Feature: The Story Behind “The Philadelphia Story”

Seventy years after its release, it remains the greatest Philadelphia movie ever — an intoxicating cocktail of snappy dialogue and delightful characters perfectly capturing the old-money Main Line. But the tale of how “The Philadelphia Story” came to be — from Kate Hepburn’s steely determination to save her own career to Hope Montgomery Scott’s earthy joie de vivre — is as rich as anything that made it onto the screen

According to the original script, now stored in the archives of the Academy of Motion Picture Arts and Sciences in Beverly Hills, the opening of the film was to fade in with an aerial shot of three or four large estates outside Philadelphia. “We also pass over the Merion or some other Cricket Club where a cricket game or a horse show is in progress. These shots should always be from a sufficient distance to give the feeling of exclusiveness and inaccessibility to the candid camera.” Following this, an announcer would state in a voice-over: “Outside of Philadelphia which — you will remember — is on the Eastern coast of the United States, lies a district as unknown and inaccessible to the average American as though it were a strange kingdom at the bottom of the sea. Within this district, known as the ‘Main Line,’ lives that ultra-exclusive world — Philadelphia society.”

In the end, neither this opening — meant to portray the Main Line as a gilded universe of wealth and breeding, Brigadoon via Lancaster Avenue — nor many of the Philadelphia-centric references from the play made it into the finished film. But other touches did: The exterior of the Wayne library was used as a model for the one where Tracy goes to search for Mike’s book.

And really, did it matter? No. What mattered was preserving Barry’s sometimes salty (for 1940) dialogue and equally saucy point of view, a task that fell to Ogden Stewart and was then almost unraveled by film censor Joseph Breen, the notorious chief enforcer of what was known as the Hays Code, which ensured that films were of good moral value to the viewing public.

A film that begins with a shot of Cary Grant putting his hand over Hepburn’s face and shoving her to the ground wasn’t going to slip under Breen’s moral radar. Neither was one that displayed excessive drinking, a nude midnight swim, pinched buttocks, and intimations of a tawdry affair committed by the family patriarch. After reviewing the original play before its script adaptation, Breen sent a letter to Paramount Pictures in April 1939 outlining myriad objections and demands, which basically called for gutting the story. “Throughout the screen treatment,” Breen wrote, “there should be nothing that would reflect unfavorably on the institution of marriage.” Hmm.

Paramount eventually punted the project to MGM, which, undaunted, had Ogden Stewart draft a script. In June 1940, Breen weighed in again, in a four-page letter to studio chief Louis B. Mayer, declaring that the treatment “contains a number of items which are not acceptable, and which must be corrected in the finished picture.” Among them: no nude swim for Mike and Tracy; no suggestive dialogue; the drinking would have to be toned down; no butt-pinching; and no jokes made at the expense of the wedding minister. In addition, Breen strongly suggested that selected terms — among them “naked,” “louse,” “stinking” and “pregnant” — be deleted or changed. As the script was tweaked and production hummed along, Breen sent several more scolding, schoolmarmish letters, still harping on the use of “stinks” and too much champagne being imbibed. He began to close his correspondence with the same ominous warning: “You understand, of course, that our final judgment will be based on the finished picture.”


- Task item
Please reproduce the entries below exactly, leaving the pictures out.

- Input records
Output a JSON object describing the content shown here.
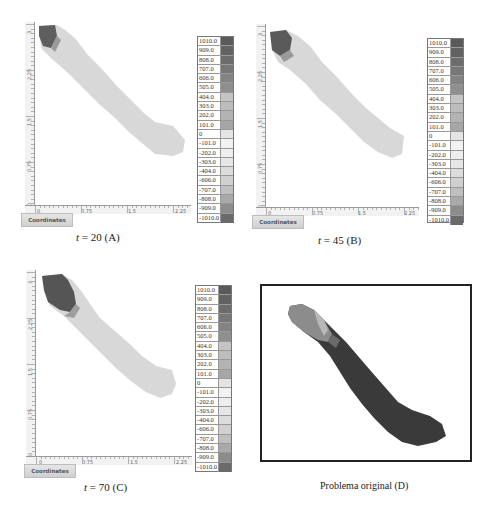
{
  "figure": {
    "panels": [
      {
        "id": "A",
        "caption_var": "t",
        "caption_rest": " = 20 (A)",
        "coordinates_button": "Coordinates",
        "y_ticks": [
          "0",
          "0.75",
          "1.5",
          "2.25",
          "3"
        ],
        "x_ticks": [
          "0",
          "0.75",
          "1.5",
          "2.25"
        ]
      },
      {
        "id": "B",
        "caption_var": "t",
        "caption_rest": " = 45 (B)",
        "coordinates_button": "Coordinates",
        "y_ticks": [
          "0",
          "0.75",
          "1.5",
          "2.25",
          "3"
        ],
        "x_ticks": [
          "0",
          "0.75",
          "1.5",
          "2.25"
        ]
      },
      {
        "id": "C",
        "caption_var": "t",
        "caption_rest": " = 70 (C)",
        "coordinates_button": "Coordinates",
        "y_ticks": [
          "0",
          "0.75",
          "1.5",
          "2.25",
          "3"
        ],
        "x_ticks": [
          "0",
          "0.75",
          "1.5",
          "2.25"
        ]
      },
      {
        "id": "D",
        "caption": "Problema original (D)"
      }
    ],
    "colorbar": {
      "labels": [
        "1010.0",
        "909.0",
        "808.0",
        "707.0",
        "606.0",
        "505.0",
        "404.0",
        "303.0",
        "202.0",
        "101.0",
        "0",
        "-101.0",
        "-202.0",
        "-303.0",
        "-404.0",
        "-606.0",
        "-707.0",
        "-808.0",
        "-909.0",
        "-1010.0"
      ],
      "colors": [
        "#5a5a5a",
        "#626262",
        "#6c6c6c",
        "#777777",
        "#838383",
        "#8f8f8f",
        "#c4c4c4",
        "#bdbdbd",
        "#b3b3b3",
        "#a6a6a6",
        "#e4e4e4",
        "#f2f2f2",
        "#eeeeee",
        "#e6e6e6",
        "#dcdcdc",
        "#d0d0d0",
        "#bfbfbf",
        "#a9a9a9",
        "#8c8c8c",
        "#6a6a6a"
      ]
    },
    "colors": {
      "domain_fill": "#d6d6d6",
      "source_dark": "#555555",
      "original_dark": "#3a3a3a",
      "original_light": "#8e8e8e"
    }
  }
}
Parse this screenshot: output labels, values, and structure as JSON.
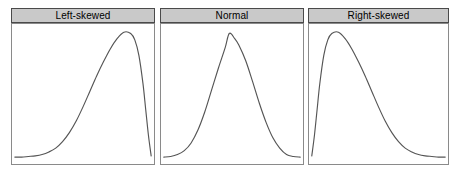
{
  "figure": {
    "name": "distribution-shapes-figure",
    "background_color": "#ffffff",
    "panel_count": 3
  },
  "style": {
    "title_bar_fill": "#c9c9c9",
    "title_bar_border": "#4a4a4a",
    "title_text_color": "#000000",
    "plot_border": "#8a8a8a",
    "plot_background": "#ffffff",
    "curve_color": "#555555"
  },
  "panels": [
    {
      "title": "Left-skewed",
      "curve_name": "left-skewed-curve"
    },
    {
      "title": "Normal",
      "curve_name": "normal-curve"
    },
    {
      "title": "Right-skewed",
      "curve_name": "right-skewed-curve"
    }
  ],
  "chart_data": [
    {
      "type": "line",
      "title": "Left-skewed",
      "xlabel": "",
      "ylabel": "",
      "xlim": [
        0,
        100
      ],
      "ylim": [
        0,
        100
      ],
      "grid": false,
      "legend": "none",
      "series": [
        {
          "name": "Left-skewed density",
          "x": [
            0,
            5,
            10,
            15,
            20,
            25,
            30,
            35,
            40,
            45,
            50,
            55,
            60,
            65,
            70,
            75,
            80,
            85,
            88,
            91,
            94,
            96,
            98,
            100
          ],
          "y": [
            1,
            1,
            1.5,
            2,
            3,
            5,
            8,
            13,
            20,
            29,
            40,
            52,
            64,
            75,
            85,
            93,
            98,
            97,
            92,
            80,
            58,
            38,
            18,
            2
          ]
        }
      ]
    },
    {
      "type": "line",
      "title": "Normal",
      "xlabel": "",
      "ylabel": "",
      "xlim": [
        0,
        100
      ],
      "ylim": [
        0,
        100
      ],
      "grid": false,
      "legend": "none",
      "series": [
        {
          "name": "Normal density",
          "x": [
            0,
            5,
            10,
            15,
            20,
            25,
            30,
            35,
            40,
            45,
            48,
            52,
            55,
            60,
            65,
            70,
            75,
            80,
            85,
            90,
            95,
            100
          ],
          "y": [
            1,
            1.5,
            3,
            6,
            12,
            22,
            36,
            53,
            70,
            86,
            97,
            93,
            88,
            76,
            60,
            43,
            28,
            16,
            8,
            3,
            1.5,
            1
          ]
        }
      ]
    },
    {
      "type": "line",
      "title": "Right-skewed",
      "xlabel": "",
      "ylabel": "",
      "xlim": [
        0,
        100
      ],
      "ylim": [
        0,
        100
      ],
      "grid": false,
      "legend": "none",
      "series": [
        {
          "name": "Right-skewed density",
          "x": [
            0,
            2,
            4,
            6,
            9,
            12,
            15,
            20,
            25,
            30,
            35,
            40,
            45,
            50,
            55,
            60,
            65,
            70,
            75,
            80,
            85,
            90,
            95,
            100
          ],
          "y": [
            2,
            18,
            38,
            58,
            80,
            92,
            97,
            98,
            93,
            85,
            75,
            64,
            52,
            40,
            29,
            20,
            13,
            8,
            5,
            3,
            2,
            1.5,
            1,
            1
          ]
        }
      ]
    }
  ]
}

- Answer to this problem
Output a JSON object describing the content shown here.
{
  "figure": {
    "panels": [
      {
        "id": "A",
        "caption_var": "t",
        "caption_rest": " = 20 (A)",
        "coordinates_button": "Coordinates",
        "y_ticks": [
          "0",
          "0.75",
          "1.5",
          "2.25",
          "3"
        ],
        "x_ticks": [
          "0",
          "0.75",
          "1.5",
          "2.25"
        ]
      },
      {
        "id": "B",
        "caption_var": "t",
        "caption_rest": " = 45 (B)",
        "coordinates_button": "Coordinates",
        "y_ticks": [
          "0",
          "0.75",
          "1.5",
          "2.25",
          "3"
        ],
        "x_ticks": [
          "0",
          "0.75",
          "1.5",
          "2.25"
        ]
      },
      {
        "id": "C",
        "caption_var": "t",
        "caption_rest": " = 70 (C)",
        "coordinates_button": "Coordinates",
        "y_ticks": [
          "0",
          "0.75",
          "1.5",
          "2.25",
          "3"
        ],
        "x_ticks": [
          "0",
          "0.75",
          "1.5",
          "2.25"
        ]
      },
      {
        "id": "D",
        "caption": "Problema original (D)"
      }
    ],
    "colorbar": {
      "labels": [
        "1010.0",
        "909.0",
        "808.0",
        "707.0",
        "606.0",
        "505.0",
        "404.0",
        "303.0",
        "202.0",
        "101.0",
        "0",
        "-101.0",
        "-202.0",
        "-303.0",
        "-404.0",
        "-606.0",
        "-707.0",
        "-808.0",
        "-909.0",
        "-1010.0"
      ],
      "colors": [
        "#5a5a5a",
        "#626262",
        "#6c6c6c",
        "#777777",
        "#838383",
        "#8f8f8f",
        "#c4c4c4",
        "#bdbdbd",
        "#b3b3b3",
        "#a6a6a6",
        "#e4e4e4",
        "#f2f2f2",
        "#eeeeee",
        "#e6e6e6",
        "#dcdcdc",
        "#d0d0d0",
        "#bfbfbf",
        "#a9a9a9",
        "#8c8c8c",
        "#6a6a6a"
      ]
    },
    "colors": {
      "domain_fill": "#d6d6d6",
      "source_dark": "#555555",
      "original_dark": "#3a3a3a",
      "original_light": "#8e8e8e"
    }
  }
}
Parse this screenshot: output labels, values, and structure as JSON.
{
  "figure": {
    "name": "distribution-shapes-figure",
    "background_color": "#ffffff",
    "panel_count": 3
  },
  "style": {
    "title_bar_fill": "#c9c9c9",
    "title_bar_border": "#4a4a4a",
    "title_text_color": "#000000",
    "plot_border": "#8a8a8a",
    "plot_background": "#ffffff",
    "curve_color": "#555555"
  },
  "panels": [
    {
      "title": "Left-skewed",
      "curve_name": "left-skewed-curve"
    },
    {
      "title": "Normal",
      "curve_name": "normal-curve"
    },
    {
      "title": "Right-skewed",
      "curve_name": "right-skewed-curve"
    }
  ],
  "chart_data": [
    {
      "type": "line",
      "title": "Left-skewed",
      "xlabel": "",
      "ylabel": "",
      "xlim": [
        0,
        100
      ],
      "ylim": [
        0,
        100
      ],
      "grid": false,
      "legend": "none",
      "series": [
        {
          "name": "Left-skewed density",
          "x": [
            0,
            5,
            10,
            15,
            20,
            25,
            30,
            35,
            40,
            45,
            50,
            55,
            60,
            65,
            70,
            75,
            80,
            85,
            88,
            91,
            94,
            96,
            98,
            100
          ],
          "y": [
            1,
            1,
            1.5,
            2,
            3,
            5,
            8,
            13,
            20,
            29,
            40,
            52,
            64,
            75,
            85,
            93,
            98,
            97,
            92,
            80,
            58,
            38,
            18,
            2
          ]
        }
      ]
    },
    {
      "type": "line",
      "title": "Normal",
      "xlabel": "",
      "ylabel": "",
      "xlim": [
        0,
        100
      ],
      "ylim": [
        0,
        100
      ],
      "grid": false,
      "legend": "none",
      "series": [
        {
          "name": "Normal density",
          "x": [
            0,
            5,
            10,
            15,
            20,
            25,
            30,
            35,
            40,
            45,
            48,
            52,
            55,
            60,
            65,
            70,
            75,
            80,
            85,
            90,
            95,
            100
          ],
          "y": [
            1,
            1.5,
            3,
            6,
            12,
            22,
            36,
            53,
            70,
            86,
            97,
            93,
            88,
            76,
            60,
            43,
            28,
            16,
            8,
            3,
            1.5,
            1
          ]
        }
      ]
    },
    {
      "type": "line",
      "title": "Right-skewed",
      "xlabel": "",
      "ylabel": "",
      "xlim": [
        0,
        100
      ],
      "ylim": [
        0,
        100
      ],
      "grid": false,
      "legend": "none",
      "series": [
        {
          "name": "Right-skewed density",
          "x": [
            0,
            2,
            4,
            6,
            9,
            12,
            15,
            20,
            25,
            30,
            35,
            40,
            45,
            50,
            55,
            60,
            65,
            70,
            75,
            80,
            85,
            90,
            95,
            100
          ],
          "y": [
            2,
            18,
            38,
            58,
            80,
            92,
            97,
            98,
            93,
            85,
            75,
            64,
            52,
            40,
            29,
            20,
            13,
            8,
            5,
            3,
            2,
            1.5,
            1,
            1
          ]
        }
      ]
    }
  ]
}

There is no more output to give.